Nicholas Fish II (February 19, 1846–September 16, 1902) was a United States diplomat who served as the ambassador to Switzerland from 1877 to 1881 and the ambassador to Belgium from 1882 to 1885. In a widely reported crime of the time known as the "sensation of the day,"[4] Fish was murdered while leaving a New York City bar.[5][6]
Fish was a member of the long prominent, and wealthy, Fish family that was closely associated with politics from the Revolutionary War times through modern times with members serving as Lt. Governors and Governors of New York, members of the U.S. House of Representatives, U.S. Senate, and many diplomats.[5]
Following his graduation from law school, he practiced law in New York City, then went into the diplomatic service.[5]
Appointed as the Second Secretary of Legation at Berlin (1871), he became Secretary (1874) and acted in the continued absence of his chief as chargé d'affaires, held the latter position in Switzerland (1877–81) and then served as minister to Belgium (1882–86). He returned to New York City in 1887 and became a member of the banking firm of Harriman & Co. at 120 Broadway, of which his brother Stuyvesant was the President.[5]
Elizabeth Fish (1870–1954),[15] who married Robert Burnside Potter, an architect who was the son of Maj. Gen. Robert Brown Potter and the nephew of Bishop Henry Codman Potter, in 1889.[6]
Fish was fatally assaulted in New York City on September 16, 1902, after spending several hours in the company of two women at the Ehrhard Brothers saloon at 265 West 34th Street, off of Eighth Avenue.[4] According to The New York Times, the two women he was with that night "were well known in that vicinity. They live in West Thirty-fourth Street, between Ninth and Tenth Avenues, and are usually accompanied by two men, one a salesman of jewelry."[4] Fish died from blunt force trauma to the head after being struck while exiting the saloon.[17][18] Thomas J. Sharkey was convicted of manslaughter and subsequently sentenced to ten years in prison. Fish was buried at Saint Philip's Church Cemetery in Garrison, New York.[5] In 1903, his widow sold their home in Irving Place.[19] She died in 1908.[1]
Descendants
Through his daughter Elizabeth, he was the grandfather of Hamilton Fish Potter (d. 1978), a member of the New York State Assembly,[20] and the great-grandfather of Hamilton Fish Potter, Jr. (d. 1997), also a Harvard lawyer who worked in banking.[21]
^Baird, William Raimond (1879). "Delta Psi". American College Fraternities: A Descriptive Analysis of the Society System in the Colleges of the United States, with Detailed Account of Each Fraternity (1st ed.). Philadelphia, PA: J. P. Lippman & Co. pp. 59–61 – via The Hathi Trust.
^Thayer, William Roscoe; Castle, William Richards; Howe, Mark Antony De Wolfe; Pier, Arthur Stanwood; Voto, Bernard Augustine De; Morrison, Theodore (1903). The Harvard Graduates' Magazine. Harvard Graduates' Magazine Association. p. 307. Retrieved 4 January 2018.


- [What this task involves]: Over all lines in the data below, count those holding "Botify" and give only the result.

+++ Data to examine +++

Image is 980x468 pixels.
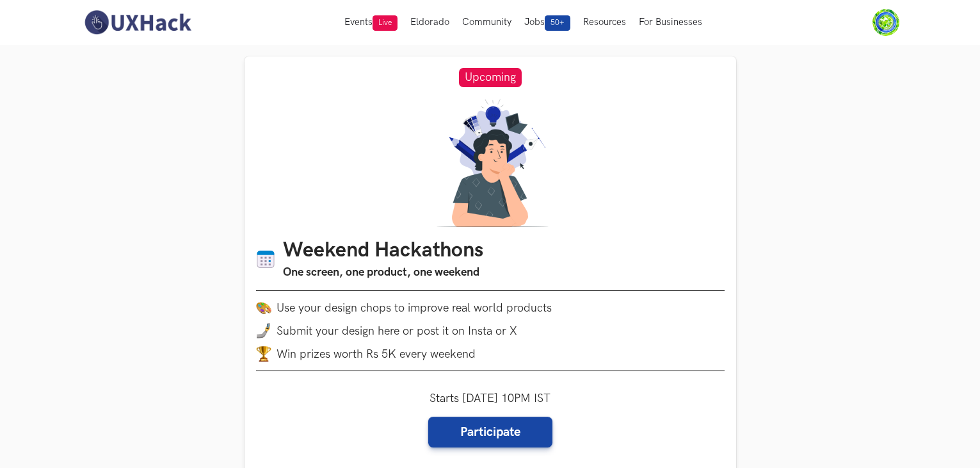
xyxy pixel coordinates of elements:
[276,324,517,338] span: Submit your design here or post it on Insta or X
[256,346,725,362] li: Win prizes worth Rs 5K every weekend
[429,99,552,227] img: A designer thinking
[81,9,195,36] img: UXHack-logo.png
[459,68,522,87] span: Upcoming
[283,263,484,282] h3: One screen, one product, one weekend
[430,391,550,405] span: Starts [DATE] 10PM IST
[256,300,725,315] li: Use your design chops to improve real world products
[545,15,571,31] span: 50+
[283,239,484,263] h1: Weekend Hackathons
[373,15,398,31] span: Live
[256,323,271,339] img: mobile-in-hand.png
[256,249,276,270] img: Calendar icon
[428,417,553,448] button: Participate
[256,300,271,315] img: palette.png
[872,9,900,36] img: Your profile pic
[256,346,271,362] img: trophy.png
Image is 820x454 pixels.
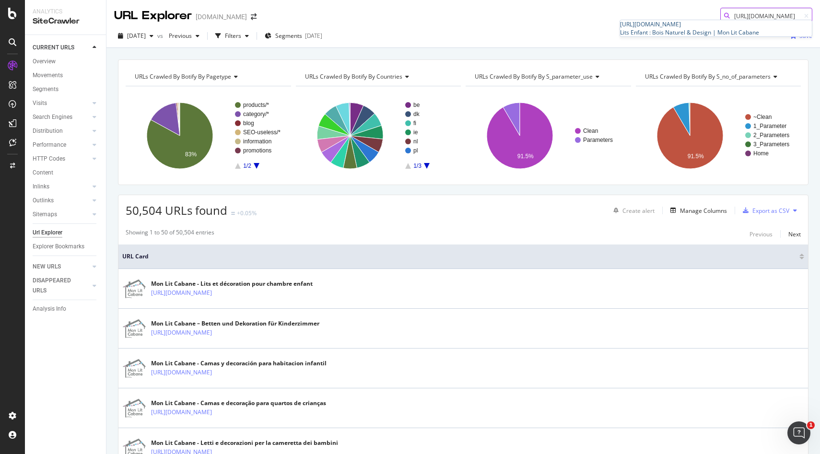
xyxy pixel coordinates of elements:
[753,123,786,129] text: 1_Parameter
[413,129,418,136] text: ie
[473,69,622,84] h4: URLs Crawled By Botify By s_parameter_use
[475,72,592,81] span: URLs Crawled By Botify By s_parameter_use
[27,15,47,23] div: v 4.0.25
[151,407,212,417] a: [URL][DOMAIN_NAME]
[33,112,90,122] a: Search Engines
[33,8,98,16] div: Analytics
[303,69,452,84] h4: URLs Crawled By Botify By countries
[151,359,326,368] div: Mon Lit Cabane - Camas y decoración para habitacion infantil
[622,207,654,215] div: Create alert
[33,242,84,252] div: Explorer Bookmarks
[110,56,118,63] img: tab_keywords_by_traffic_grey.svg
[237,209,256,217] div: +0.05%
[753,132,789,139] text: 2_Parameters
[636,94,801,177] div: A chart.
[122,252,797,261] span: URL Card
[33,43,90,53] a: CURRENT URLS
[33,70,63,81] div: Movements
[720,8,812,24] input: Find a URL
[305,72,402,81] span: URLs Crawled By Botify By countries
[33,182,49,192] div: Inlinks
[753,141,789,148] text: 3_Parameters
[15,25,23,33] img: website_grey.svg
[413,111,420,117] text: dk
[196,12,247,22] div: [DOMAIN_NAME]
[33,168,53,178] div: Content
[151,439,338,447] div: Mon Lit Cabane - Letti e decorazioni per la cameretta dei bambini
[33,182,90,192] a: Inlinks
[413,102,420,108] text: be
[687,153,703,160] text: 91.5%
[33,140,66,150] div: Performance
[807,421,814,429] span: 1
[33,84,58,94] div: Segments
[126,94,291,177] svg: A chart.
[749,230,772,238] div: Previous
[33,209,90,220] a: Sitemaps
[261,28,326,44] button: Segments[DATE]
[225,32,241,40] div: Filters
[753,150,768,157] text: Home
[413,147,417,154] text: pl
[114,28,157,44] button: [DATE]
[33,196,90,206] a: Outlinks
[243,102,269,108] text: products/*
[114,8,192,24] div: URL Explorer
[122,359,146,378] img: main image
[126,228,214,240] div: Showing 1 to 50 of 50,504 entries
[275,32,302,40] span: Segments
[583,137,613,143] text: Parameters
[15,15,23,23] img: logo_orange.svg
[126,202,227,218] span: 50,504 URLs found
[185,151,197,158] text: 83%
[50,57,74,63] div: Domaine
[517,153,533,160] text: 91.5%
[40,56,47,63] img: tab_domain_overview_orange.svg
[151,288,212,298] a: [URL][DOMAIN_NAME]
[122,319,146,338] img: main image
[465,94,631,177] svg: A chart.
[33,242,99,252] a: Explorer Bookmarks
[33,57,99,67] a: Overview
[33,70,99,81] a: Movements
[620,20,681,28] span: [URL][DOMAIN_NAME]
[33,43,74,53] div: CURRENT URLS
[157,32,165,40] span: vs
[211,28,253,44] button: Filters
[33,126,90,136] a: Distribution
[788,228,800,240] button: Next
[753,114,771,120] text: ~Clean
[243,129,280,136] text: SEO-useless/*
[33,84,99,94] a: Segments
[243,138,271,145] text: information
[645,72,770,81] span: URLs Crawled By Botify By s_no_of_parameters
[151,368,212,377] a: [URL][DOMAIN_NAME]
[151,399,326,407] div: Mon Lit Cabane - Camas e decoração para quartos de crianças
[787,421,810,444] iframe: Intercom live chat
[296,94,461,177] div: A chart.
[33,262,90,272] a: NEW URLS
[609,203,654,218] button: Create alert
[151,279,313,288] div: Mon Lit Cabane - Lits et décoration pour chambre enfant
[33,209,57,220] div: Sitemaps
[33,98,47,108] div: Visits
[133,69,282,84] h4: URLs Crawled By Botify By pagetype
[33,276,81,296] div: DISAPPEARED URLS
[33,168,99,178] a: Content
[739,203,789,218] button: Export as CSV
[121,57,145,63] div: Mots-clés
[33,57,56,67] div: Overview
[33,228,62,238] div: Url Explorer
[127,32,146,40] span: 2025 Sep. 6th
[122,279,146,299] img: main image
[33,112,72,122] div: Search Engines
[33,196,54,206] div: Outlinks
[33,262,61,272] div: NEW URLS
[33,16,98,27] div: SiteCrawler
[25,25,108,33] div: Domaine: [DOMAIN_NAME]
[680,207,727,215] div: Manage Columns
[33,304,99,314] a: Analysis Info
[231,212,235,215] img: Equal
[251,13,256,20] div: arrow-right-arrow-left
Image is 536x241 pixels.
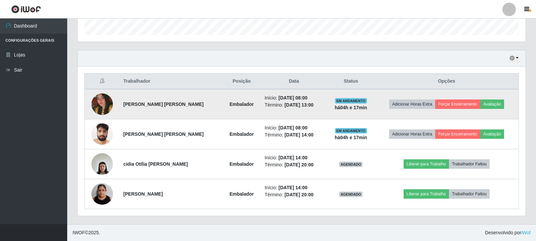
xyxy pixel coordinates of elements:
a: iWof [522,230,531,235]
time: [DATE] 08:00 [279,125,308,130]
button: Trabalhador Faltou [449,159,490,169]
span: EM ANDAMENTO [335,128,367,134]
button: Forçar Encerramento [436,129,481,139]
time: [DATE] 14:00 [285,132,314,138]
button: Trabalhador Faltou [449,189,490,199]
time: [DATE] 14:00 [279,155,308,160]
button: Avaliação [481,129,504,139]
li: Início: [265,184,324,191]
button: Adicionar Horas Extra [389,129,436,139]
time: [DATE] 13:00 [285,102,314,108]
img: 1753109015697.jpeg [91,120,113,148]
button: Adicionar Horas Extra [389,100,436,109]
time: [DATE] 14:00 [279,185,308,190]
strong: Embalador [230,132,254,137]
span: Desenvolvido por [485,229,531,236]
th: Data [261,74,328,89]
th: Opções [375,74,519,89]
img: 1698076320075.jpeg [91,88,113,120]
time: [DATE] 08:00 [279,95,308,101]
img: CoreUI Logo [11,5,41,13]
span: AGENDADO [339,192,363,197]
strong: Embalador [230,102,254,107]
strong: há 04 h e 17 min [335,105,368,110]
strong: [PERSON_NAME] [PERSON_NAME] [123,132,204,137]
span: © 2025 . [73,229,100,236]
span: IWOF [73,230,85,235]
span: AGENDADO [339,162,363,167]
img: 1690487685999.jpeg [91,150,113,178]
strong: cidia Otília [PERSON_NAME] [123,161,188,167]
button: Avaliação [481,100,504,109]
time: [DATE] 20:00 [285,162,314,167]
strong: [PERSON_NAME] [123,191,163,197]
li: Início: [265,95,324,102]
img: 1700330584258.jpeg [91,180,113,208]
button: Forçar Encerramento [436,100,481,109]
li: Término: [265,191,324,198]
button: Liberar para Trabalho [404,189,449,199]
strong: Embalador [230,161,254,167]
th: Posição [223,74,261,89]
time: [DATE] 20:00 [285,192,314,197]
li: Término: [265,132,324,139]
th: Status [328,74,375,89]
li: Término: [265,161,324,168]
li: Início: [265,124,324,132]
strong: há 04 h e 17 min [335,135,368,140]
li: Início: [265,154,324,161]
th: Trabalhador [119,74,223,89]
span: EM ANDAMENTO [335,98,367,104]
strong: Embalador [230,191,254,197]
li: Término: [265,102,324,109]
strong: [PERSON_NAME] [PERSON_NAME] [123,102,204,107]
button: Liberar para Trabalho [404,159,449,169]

+++

- [Task result]: 6